What they were not was a mainstream finance artefact.

Not because they lacked rigour, but because traditional financial views rarely needed them. Cost centres, budgets, and org charts were usually sufficient to explain spend, assign accountability, and justify decisions.

That assumption is now under strain.

Chief financial officers are taking a closer interest in capability models, not because the models have changed, but because the questions finance is being asked have.

Cost overruns are proving stubborn. Efficiency programs deliver short-term relief but fail to bend the long-term curve. Technology spend continues to rise even as headcount stabilises. Repeated cost-out initiatives target the same areas again and again, with diminishing returns.

The issue is not effort. It is visibility.

Org charts explain accountability, but not cost behaviour. System inventories explain assets, but not effort. Budgets explain allocations, but not why costs persist.

Capability models fill that gap.

By framing the enterprise around what it must be able to do, rather than how it is organised or which systems it owns, capability models expose structural cost drivers that financial views routinely miss. They show where multiple teams, platforms, and vendors are collectively enabling the same outcome, often unknowingly. They reveal capabilities that are disproportionately expensive to operate relative to the value they generate.

For CFOs under sustained pressure to explain cost structures, this perspective is increasingly difficult to ignore.

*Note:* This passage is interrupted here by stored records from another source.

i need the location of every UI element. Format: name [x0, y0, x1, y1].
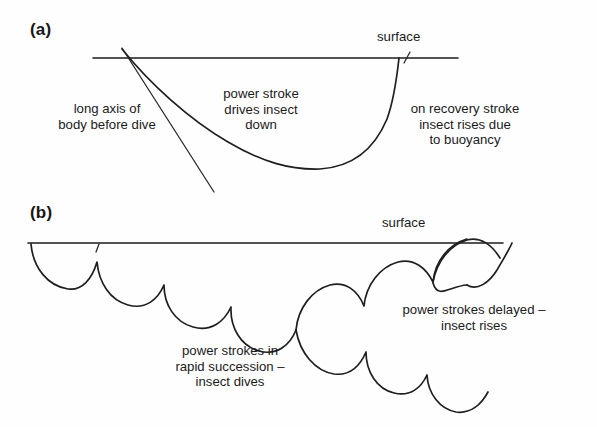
annotation-delayed-strokes: power strokes delayed – insect rises	[378, 302, 570, 333]
rise-path-b-link	[433, 283, 467, 291]
figure-diagram: (a) surface long axis of body before div…	[0, 0, 597, 427]
annotation-rapid-strokes-line-3: insect dives	[140, 374, 320, 390]
dive-path-b-lower	[296, 330, 488, 412]
panel-label-b: (b)	[30, 203, 52, 223]
rise-path-b-final	[467, 243, 512, 287]
annotation-long-axis-line-2: body before dive	[32, 117, 182, 133]
annotation-rapid-strokes: power strokes in rapid succession – inse…	[140, 343, 320, 390]
panel-label-a: (a)	[30, 20, 51, 40]
annotation-delayed-strokes-line-2: insect rises	[378, 318, 570, 334]
annotation-delayed-strokes-line-1: power strokes delayed –	[378, 302, 570, 318]
annotation-recovery-stroke: on recovery stroke insect rises due to b…	[383, 101, 547, 148]
surface-label-b: surface	[382, 215, 425, 231]
rise-path-b-arc	[433, 239, 500, 282]
dive-path-b-upper	[31, 244, 296, 352]
annotation-recovery-stroke-line-3: to buoyancy	[383, 132, 547, 148]
annotation-power-stroke-line-2: drives insect	[197, 102, 325, 118]
annotation-long-axis-line-1: long axis of	[32, 101, 182, 117]
annotation-power-stroke-line-1: power stroke	[197, 86, 325, 102]
annotation-power-stroke-line-3: down	[197, 117, 325, 133]
annotation-recovery-stroke-line-1: on recovery stroke	[383, 101, 547, 117]
surface-label-a: surface	[377, 29, 420, 45]
annotation-rapid-strokes-line-1: power strokes in	[140, 343, 320, 359]
stroke-tick-b	[96, 244, 99, 252]
annotation-power-stroke: power stroke drives insect down	[197, 86, 325, 133]
annotation-rapid-strokes-line-2: rapid succession –	[140, 359, 320, 375]
annotation-recovery-stroke-line-2: insect rises due	[383, 117, 547, 133]
annotation-long-axis: long axis of body before dive	[32, 101, 182, 132]
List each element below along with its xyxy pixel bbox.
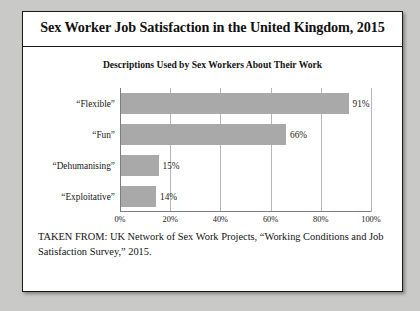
- x-tick-label: 40%: [213, 215, 228, 224]
- x-tick-label: 60%: [263, 215, 278, 224]
- title-block: Sex Worker Job Satisfaction in the Unite…: [23, 12, 402, 47]
- bar-value-label: 91%: [349, 99, 370, 109]
- bar-row: “Exploitative”14%: [121, 181, 371, 212]
- gridline: [371, 88, 372, 212]
- bar-value-label: 66%: [286, 130, 307, 140]
- category-label: “Dehumanising”: [53, 161, 115, 171]
- category-label: “Exploitative”: [61, 192, 115, 202]
- x-tick-label: 80%: [313, 215, 328, 224]
- bar: [121, 124, 286, 145]
- figure-card: Sex Worker Job Satisfaction in the Unite…: [22, 11, 403, 292]
- figure-title: Sex Worker Job Satisfaction in the Unite…: [23, 19, 402, 36]
- plot-frame: “Flexible”91%“Fun”66%“Dehumanising”15%“E…: [120, 88, 371, 212]
- x-tick-label: 100%: [361, 215, 381, 224]
- bar: [121, 93, 349, 114]
- bar-row: “Flexible”91%: [121, 88, 371, 119]
- bar-row: “Dehumanising”15%: [121, 150, 371, 181]
- bar: [121, 186, 156, 207]
- x-tick-label: 0%: [114, 215, 125, 224]
- source-caption: TAKEN FROM: UK Network of Sex Work Proje…: [38, 230, 388, 260]
- bar-chart-plot: “Flexible”91%“Fun”66%“Dehumanising”15%“E…: [120, 88, 371, 212]
- category-label: “Flexible”: [76, 99, 115, 109]
- category-label: “Fun”: [92, 130, 115, 140]
- x-tick-label: 20%: [163, 215, 178, 224]
- bar-value-label: 15%: [159, 161, 180, 171]
- bar-value-label: 14%: [156, 192, 177, 202]
- bar-row: “Fun”66%: [121, 119, 371, 150]
- chart-subtitle: Descriptions Used by Sex Workers About T…: [23, 59, 402, 70]
- bar: [121, 155, 159, 176]
- title-divider: [23, 46, 402, 47]
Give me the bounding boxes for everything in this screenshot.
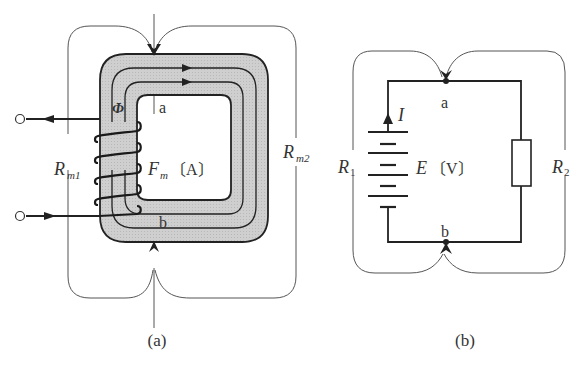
node-arrow-b: [440, 243, 452, 254]
coil-terminal-top: [16, 115, 101, 124]
coil-terminal-bottom: [16, 212, 101, 221]
svg-text:E: E: [415, 158, 427, 178]
svg-text:〔V〕: 〔V〕: [430, 160, 474, 177]
svg-text:2: 2: [564, 166, 570, 178]
panel-a-magnetic-circuit: Φ a b F m 〔A〕 R m1 R m2 (a): [16, 14, 310, 350]
svg-text:m1: m1: [67, 169, 80, 181]
svg-text:R: R: [282, 142, 294, 162]
current-arrow: [383, 113, 393, 124]
node-b-label: b: [159, 214, 167, 231]
svg-text:R: R: [551, 157, 563, 177]
svg-text:〔A〕: 〔A〕: [170, 161, 214, 178]
battery: [368, 132, 408, 207]
current-label: I: [397, 105, 405, 125]
panel-b-electric-circuit: a b I E 〔V〕 R 1 R 2 (b): [337, 51, 570, 350]
mmf-label: F m 〔A〕: [147, 159, 214, 181]
reluctance-rm1-label: R m1: [53, 159, 80, 181]
resistance-r1-label: R 1: [337, 157, 356, 178]
caption-b: (b): [455, 331, 475, 350]
node-b-label-b: b: [441, 223, 449, 240]
resistance-r2-label: R 2: [551, 157, 570, 178]
diagram-canvas: Φ a b F m 〔A〕 R m1 R m2 (a): [0, 0, 579, 368]
load-resistor: [512, 140, 531, 186]
caption-a: (a): [148, 331, 167, 350]
node-a-label-b: a: [441, 94, 448, 111]
flux-label: Φ: [112, 100, 124, 116]
reluctance-rm2-label: R m2: [282, 142, 310, 164]
svg-text:R: R: [337, 157, 349, 177]
emf-label: E 〔V〕: [415, 158, 474, 178]
svg-text:m: m: [160, 169, 168, 181]
svg-text:F: F: [147, 159, 160, 179]
svg-text:1: 1: [350, 166, 356, 178]
node-a-label: a: [159, 99, 166, 116]
svg-text:R: R: [53, 159, 65, 179]
svg-text:m2: m2: [296, 152, 310, 164]
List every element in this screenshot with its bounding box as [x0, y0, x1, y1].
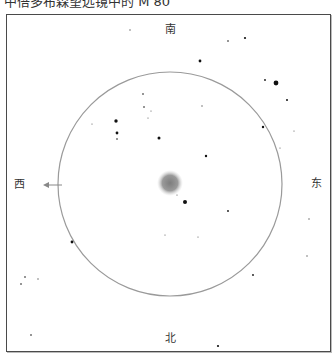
star: [116, 132, 119, 135]
star: [227, 40, 229, 42]
star: [308, 218, 309, 219]
star: [197, 236, 198, 237]
star: [274, 81, 279, 86]
star: [114, 119, 117, 122]
star: [20, 283, 22, 285]
star: [71, 241, 74, 244]
star: [147, 117, 148, 118]
star: [129, 29, 130, 30]
star: [262, 126, 264, 128]
star: [244, 37, 246, 39]
star: [306, 255, 307, 256]
direction-label-east: 东: [309, 177, 323, 191]
star: [264, 79, 266, 81]
star: [116, 138, 118, 140]
star: [201, 105, 202, 106]
star: [30, 334, 32, 336]
star-field: [0, 0, 336, 361]
star: [91, 123, 92, 124]
star: [142, 93, 144, 95]
west-arrow-icon: [43, 182, 62, 188]
direction-label-west: 西: [12, 178, 26, 192]
globular-cluster-m80: [157, 170, 183, 196]
star: [227, 210, 229, 212]
star: [279, 147, 280, 148]
star: [24, 276, 26, 278]
star: [158, 137, 161, 140]
star: [164, 234, 165, 235]
star: [199, 60, 202, 63]
star: [37, 278, 38, 279]
direction-label-north: 北: [163, 332, 177, 346]
star: [150, 110, 151, 111]
star: [217, 345, 219, 347]
star: [286, 99, 288, 101]
star: [143, 106, 145, 108]
star: [205, 155, 207, 157]
star: [293, 130, 294, 131]
direction-label-south: 南: [163, 23, 177, 37]
star: [252, 274, 254, 276]
star: [183, 200, 187, 204]
star: [176, 194, 177, 195]
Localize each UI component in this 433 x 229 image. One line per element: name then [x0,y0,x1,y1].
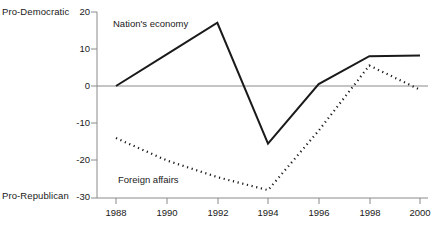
x-tick-marks [116,198,420,204]
line-chart: Pro-Democratic Pro-Republican 20 10 0 -1… [0,0,433,229]
series-line-foreign-affairs [116,66,420,191]
axes-group [97,12,428,198]
chart-canvas [0,0,433,229]
y-tick-marks [91,12,97,198]
series-line-nations-economy [116,23,420,144]
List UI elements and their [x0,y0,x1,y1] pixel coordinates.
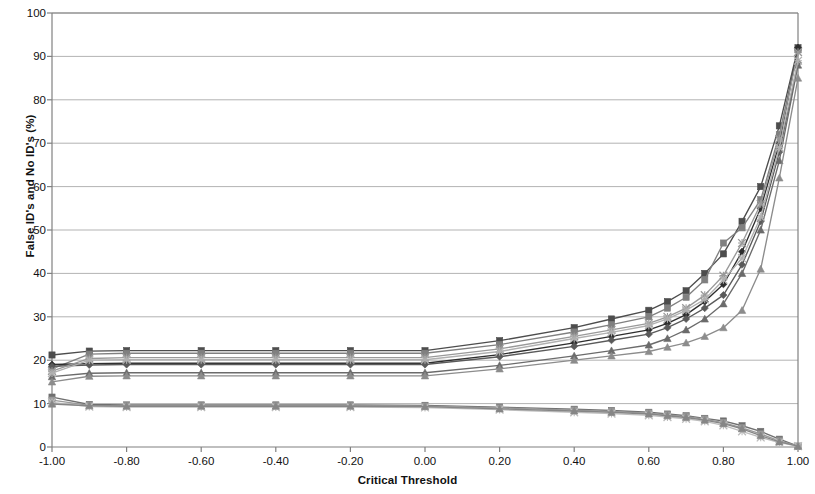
marker-star [272,356,280,364]
x-tick-label: -1.00 [22,455,82,467]
x-tick-label: 0.40 [544,455,604,467]
marker-star [347,356,355,364]
marker-diamond [664,324,671,331]
marker-triangle [682,326,689,333]
marker-star [720,276,728,284]
marker-triangle [701,333,708,340]
series-5 [48,61,801,379]
marker-star [570,335,578,343]
marker-square [664,299,670,305]
marker-star [608,329,616,337]
chart-container: False ID's and No ID's (%) 0102030405060… [0,0,815,494]
marker-star [775,144,783,152]
marker-triangle [664,335,671,342]
marker-square [664,305,670,311]
x-tick-label: -0.20 [320,455,380,467]
marker-star [664,315,672,323]
marker-star [48,369,56,377]
marker-star [757,213,765,221]
marker-diamond [645,331,652,338]
marker-square [646,314,652,320]
marker-star [496,348,504,356]
marker-star [197,356,205,364]
marker-star [85,356,93,364]
x-axis-tick-marks [52,447,798,452]
marker-triangle [757,265,764,272]
marker-star [682,306,690,314]
series-7 [48,48,802,375]
marker-square [608,316,614,322]
series-2 [49,47,801,372]
plot-area [0,0,815,494]
marker-star [794,48,802,56]
data-series-layer [48,44,802,450]
marker-star [421,356,429,364]
marker-triangle [738,307,745,314]
x-tick-label: 0.80 [693,455,753,467]
marker-square [683,288,689,294]
marker-star [123,356,131,364]
marker-square [702,277,708,283]
x-tick-label: -0.80 [97,455,157,467]
marker-star [738,239,746,247]
x-tick-label: 1.00 [768,455,815,467]
marker-square [720,251,726,257]
marker-square [49,352,55,358]
x-tick-label: 0.60 [619,455,679,467]
series-4 [48,59,801,370]
marker-triangle [776,174,783,181]
marker-star [701,296,709,304]
x-axis-tick-labels: -1.00-0.80-0.60-0.40-0.200.000.200.400.6… [0,455,815,475]
marker-star [645,322,653,330]
x-tick-label: 0.20 [470,455,530,467]
marker-triangle [720,300,727,307]
marker-square [646,307,652,313]
x-axis-title: Critical Threshold [0,474,815,486]
marker-square [683,294,689,300]
marker-square [720,240,726,246]
x-tick-label: -0.40 [246,455,306,467]
marker-star [794,57,802,65]
series-8 [48,57,802,377]
marker-square [739,225,745,231]
x-tick-label: 0.00 [395,455,455,467]
x-tick-label: -0.60 [171,455,231,467]
marker-square [758,184,764,190]
marker-star [738,254,746,262]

What makes capability models particularly powerful is their neutrality. They sit above organisational politics and technology preferences. They allow finance, operations, and technology leaders to have the same conversation, using a shared language, without immediately falling into defensive positions.

This matters because cost conversations are no longer abstract.

Cloud consumption is variable and opaque. Vendor contracts are bundled and overlapping. Advanced analytics and AI capabilities are embedded inside platforms, not neatly itemised.

Traditional cost centres struggle to keep up.

Capability-based views allow CFOs to ask better questions:

Which capabilities are growing in cost year-on-year, regardless of restructure? Where are we paying multiple times to achieve the same outcome? Which capabilities are genuinely differentiating, and which are simply expensive to maintain?

Perhaps most importantly, capability models change the tone of cost reduction conversations.

Instead of cutting budgets across functions, leaders can make informed decisions about where to simplify, where to invest, and where to stop doing things altogether. Cost becomes a consequence of capability choice, not a blunt instrument applied after the fact.

This does not make capability modelling a finance tool. But it does make it a financial enabler.

CFOs are not looking for another framework. They are looking for explanations that stand up to scrutiny.

Capability models, quietly and without fanfare, are starting to do exactly that.